Still alive... 7 years after being freed to die, Army payroll triple murderer
A SOLDIER who deliberately shot dead three colleagues in an armed robbery is still alive more than seven years after being released from prison on compassionate grounds, despite being told he had only months to live.
Andrew Walker, now 64, was a corporal in the Royal Scots when he murdered Staff Sergeant Terence Hosker, 39, Major David Cunningham, 56, and Private John Thomson, 25, in a payroll hijacking in Midlothian in January 1985.
He was sentenced to at least 30 years in jail but was moved from prison to a care home in Lanarkshire in December 2011 after suffering a serious stroke.
The controversial decision by former Justice Secretary Kenny MacAskill to release Walker sparked outrage among family members of the dead men – an outcry similar to that which followed the release of the Lockerbie bomber Abdelbaset al-Megrahi.
Al-Megrahi, who was released from prison to be treated for prostate cancer in August 2009, eventually died almost three years later in May 2012, making Walker now the longest to have survived after release on compassionate grounds.
Last night, Private Thomson’s widow, Susan, from Galashiels, Selkirkshire, said: ‘Each year he lives on after his release from prison, I get angrier. I always believed it was a mistake to release him and this is proof they were wrong.
‘The fact that he is still alive seven years on makes a mockery of their reasons for releasing him in the first place. I was told it was to save money, that it wasn’t financially viable to continue to keep him in prison because they didn’t have the facilities to give him the care he needed.
‘How much has it cost the taxpayer now to keep this killer in a care home?’
Walker, who had seven years added to his 30-year tariff after he led a riot at Peterhead Prison in 1986, collapsed in his cell from a stroke in 2009, which doctors said had left him severely disabled.
The Scottish Government said such prisoners released on compassionate grounds were either considered by doctors to be ‘severely incapacitated’ or had only up to three months to live.
Scottish Conservative justice spokesman Liam Kerr said: ‘There is a place in the justice system for the compassionate release of those who are staring death in the face.
‘However, given this evil individual is still alive after all these years, it was quite clearly a terrible error of judgment.
‘This decision was taken by an SNP government which wanted to be seen to be progressive. Instead, it has caused immense upset to the families of murder victims, and allowed a cold-blooded killer a new lease of life.’
Following Walker’s release, an angry Mrs Thomson, who was aged 19 with a toddler son when she became a widow, wrote to Mr MacAskill seeking an explanation and asking the Justice Secretary if he would meet her.
But she said: ‘He wouldn’t meet me and I got some bland, disappointing reply back along the lines of they couldn’t afford to keep Walker any longer given his condition and, as a result, they’d taken a decision to have his prison sentence “annulled”. It was a devastating decision for me, as my son and I have to live with what Walker did every day of our lives.
‘But given the cold-hearted way he ended the lives of my husband and the other men, I take some comfort in the fact that, if he is still alive, I hope he’s suffering every day because I can never forgive him for what he did.
‘Walker showed no compassion to the men he killed and he should have been given none.’
A Scottish Government spokesman declined to comment on Walker, adding that decisions about the release of prisoners on compassionate grounds were made only when specific criteria were met – such as the prisoner having a terminal illness, being severely incapacitated or where continued imprisonment would endanger or shorten life expectancy.
A spokesman for the Parole Board of Scotland said it did not comment on individual cases.
‘Each year he lives on I get angrier’ ‘How much has it cost to keep him in a home?’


### INSTRUCTIONS FOR THE TASK
Search the entries for the word "will" and report each line that has it.

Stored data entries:
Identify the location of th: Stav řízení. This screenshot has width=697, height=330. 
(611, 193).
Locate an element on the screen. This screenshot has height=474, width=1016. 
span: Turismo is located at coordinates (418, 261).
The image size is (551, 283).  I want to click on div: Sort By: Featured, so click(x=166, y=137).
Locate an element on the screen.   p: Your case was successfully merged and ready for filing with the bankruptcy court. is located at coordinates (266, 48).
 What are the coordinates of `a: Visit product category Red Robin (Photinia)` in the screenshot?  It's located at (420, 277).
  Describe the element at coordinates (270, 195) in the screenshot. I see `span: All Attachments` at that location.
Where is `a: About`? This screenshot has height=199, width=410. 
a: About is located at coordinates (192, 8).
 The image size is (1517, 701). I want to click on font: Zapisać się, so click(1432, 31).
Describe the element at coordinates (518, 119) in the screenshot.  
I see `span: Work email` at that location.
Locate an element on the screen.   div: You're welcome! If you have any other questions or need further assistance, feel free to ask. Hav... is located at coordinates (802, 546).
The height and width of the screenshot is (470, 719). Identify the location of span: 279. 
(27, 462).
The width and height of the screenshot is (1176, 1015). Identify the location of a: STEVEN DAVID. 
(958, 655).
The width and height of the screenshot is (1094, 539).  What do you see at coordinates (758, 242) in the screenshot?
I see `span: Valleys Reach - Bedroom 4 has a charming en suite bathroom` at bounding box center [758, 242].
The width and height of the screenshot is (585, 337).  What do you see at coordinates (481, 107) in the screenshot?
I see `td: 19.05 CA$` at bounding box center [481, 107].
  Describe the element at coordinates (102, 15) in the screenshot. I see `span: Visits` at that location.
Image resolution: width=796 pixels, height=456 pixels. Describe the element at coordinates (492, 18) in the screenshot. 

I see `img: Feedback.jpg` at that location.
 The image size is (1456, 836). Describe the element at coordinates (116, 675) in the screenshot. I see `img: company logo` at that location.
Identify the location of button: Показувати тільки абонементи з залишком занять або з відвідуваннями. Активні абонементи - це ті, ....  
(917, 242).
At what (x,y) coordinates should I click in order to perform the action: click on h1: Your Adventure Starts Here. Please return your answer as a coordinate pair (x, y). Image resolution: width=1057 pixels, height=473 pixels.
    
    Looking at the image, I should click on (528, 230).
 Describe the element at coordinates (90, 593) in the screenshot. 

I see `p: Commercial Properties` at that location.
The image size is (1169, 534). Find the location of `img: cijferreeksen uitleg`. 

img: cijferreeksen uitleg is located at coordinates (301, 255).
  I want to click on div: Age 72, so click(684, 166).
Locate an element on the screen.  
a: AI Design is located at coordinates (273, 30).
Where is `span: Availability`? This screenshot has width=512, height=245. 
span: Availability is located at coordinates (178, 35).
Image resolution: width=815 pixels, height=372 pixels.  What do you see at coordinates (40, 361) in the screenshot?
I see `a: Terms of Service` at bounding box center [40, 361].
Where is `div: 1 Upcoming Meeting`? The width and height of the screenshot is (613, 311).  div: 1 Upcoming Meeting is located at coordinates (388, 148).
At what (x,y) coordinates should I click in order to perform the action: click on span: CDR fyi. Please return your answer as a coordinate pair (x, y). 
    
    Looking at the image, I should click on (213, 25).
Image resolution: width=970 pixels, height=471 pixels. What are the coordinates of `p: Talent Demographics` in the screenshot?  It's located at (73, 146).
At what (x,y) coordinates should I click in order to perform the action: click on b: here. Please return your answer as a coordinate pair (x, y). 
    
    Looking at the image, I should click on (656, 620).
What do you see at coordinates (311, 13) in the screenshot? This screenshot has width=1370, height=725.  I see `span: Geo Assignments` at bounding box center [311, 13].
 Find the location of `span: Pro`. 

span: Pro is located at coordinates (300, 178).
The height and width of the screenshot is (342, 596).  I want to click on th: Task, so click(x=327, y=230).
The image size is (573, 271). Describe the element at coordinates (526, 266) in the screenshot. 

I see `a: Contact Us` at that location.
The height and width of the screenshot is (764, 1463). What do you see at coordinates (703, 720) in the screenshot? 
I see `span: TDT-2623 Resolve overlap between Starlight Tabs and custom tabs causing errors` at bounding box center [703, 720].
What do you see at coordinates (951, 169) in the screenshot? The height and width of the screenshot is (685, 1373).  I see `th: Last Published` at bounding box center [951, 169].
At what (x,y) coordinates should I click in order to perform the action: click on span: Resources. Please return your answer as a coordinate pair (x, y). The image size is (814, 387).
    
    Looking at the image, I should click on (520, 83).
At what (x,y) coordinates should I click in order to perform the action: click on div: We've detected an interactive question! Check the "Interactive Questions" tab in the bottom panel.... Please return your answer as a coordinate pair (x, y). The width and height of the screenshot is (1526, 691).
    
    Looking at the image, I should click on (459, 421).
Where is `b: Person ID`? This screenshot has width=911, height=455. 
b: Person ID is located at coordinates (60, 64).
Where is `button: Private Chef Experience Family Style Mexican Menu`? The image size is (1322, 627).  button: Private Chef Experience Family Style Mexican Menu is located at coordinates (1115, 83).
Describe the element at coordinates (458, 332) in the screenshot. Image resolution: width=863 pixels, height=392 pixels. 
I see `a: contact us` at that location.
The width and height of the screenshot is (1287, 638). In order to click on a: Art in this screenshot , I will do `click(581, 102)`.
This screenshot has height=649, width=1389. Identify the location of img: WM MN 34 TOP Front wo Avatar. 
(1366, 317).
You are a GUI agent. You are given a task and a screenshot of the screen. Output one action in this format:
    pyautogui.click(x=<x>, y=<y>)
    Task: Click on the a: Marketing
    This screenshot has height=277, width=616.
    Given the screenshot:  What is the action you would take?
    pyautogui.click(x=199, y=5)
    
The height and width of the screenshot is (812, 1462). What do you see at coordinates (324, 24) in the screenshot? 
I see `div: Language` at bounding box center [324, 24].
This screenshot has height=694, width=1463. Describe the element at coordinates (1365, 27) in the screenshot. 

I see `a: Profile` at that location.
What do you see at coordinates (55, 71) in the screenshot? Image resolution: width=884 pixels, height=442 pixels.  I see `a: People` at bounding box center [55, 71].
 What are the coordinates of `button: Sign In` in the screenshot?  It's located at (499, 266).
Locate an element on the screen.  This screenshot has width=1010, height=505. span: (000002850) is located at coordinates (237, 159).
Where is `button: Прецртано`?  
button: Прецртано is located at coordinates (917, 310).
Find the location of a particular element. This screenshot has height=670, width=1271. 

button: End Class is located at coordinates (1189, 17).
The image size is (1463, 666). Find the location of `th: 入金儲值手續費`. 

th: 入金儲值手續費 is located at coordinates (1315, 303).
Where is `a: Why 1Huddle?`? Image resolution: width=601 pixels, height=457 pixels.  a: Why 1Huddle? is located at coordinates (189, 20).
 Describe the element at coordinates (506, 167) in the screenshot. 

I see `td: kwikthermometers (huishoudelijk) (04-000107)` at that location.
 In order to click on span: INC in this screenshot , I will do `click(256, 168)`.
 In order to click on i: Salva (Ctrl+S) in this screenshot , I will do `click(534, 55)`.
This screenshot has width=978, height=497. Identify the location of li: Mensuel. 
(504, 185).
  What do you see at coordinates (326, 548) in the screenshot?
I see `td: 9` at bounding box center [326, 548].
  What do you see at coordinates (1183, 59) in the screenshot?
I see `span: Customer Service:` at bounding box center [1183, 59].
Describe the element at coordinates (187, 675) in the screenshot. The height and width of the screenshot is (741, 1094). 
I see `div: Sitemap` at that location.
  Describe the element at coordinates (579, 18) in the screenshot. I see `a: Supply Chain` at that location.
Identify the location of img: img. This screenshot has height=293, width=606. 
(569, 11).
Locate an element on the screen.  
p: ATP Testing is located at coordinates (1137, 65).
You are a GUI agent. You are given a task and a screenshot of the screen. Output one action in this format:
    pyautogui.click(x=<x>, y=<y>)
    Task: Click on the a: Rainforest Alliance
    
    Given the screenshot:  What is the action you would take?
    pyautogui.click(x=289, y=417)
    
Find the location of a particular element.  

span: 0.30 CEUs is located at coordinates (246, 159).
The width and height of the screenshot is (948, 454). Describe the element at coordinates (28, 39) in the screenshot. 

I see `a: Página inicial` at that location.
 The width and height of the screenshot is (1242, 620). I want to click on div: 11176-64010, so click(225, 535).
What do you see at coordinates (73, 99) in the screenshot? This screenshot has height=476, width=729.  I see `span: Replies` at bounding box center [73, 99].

### RESULT OF THE TASK
The width and height of the screenshot is (1287, 638). In order to click on a: Art in this screenshot , I will do `click(581, 102)`.
 In order to click on span: INC in this screenshot , I will do `click(256, 168)`.
 In order to click on i: Salva (Ctrl+S) in this screenshot , I will do `click(534, 55)`.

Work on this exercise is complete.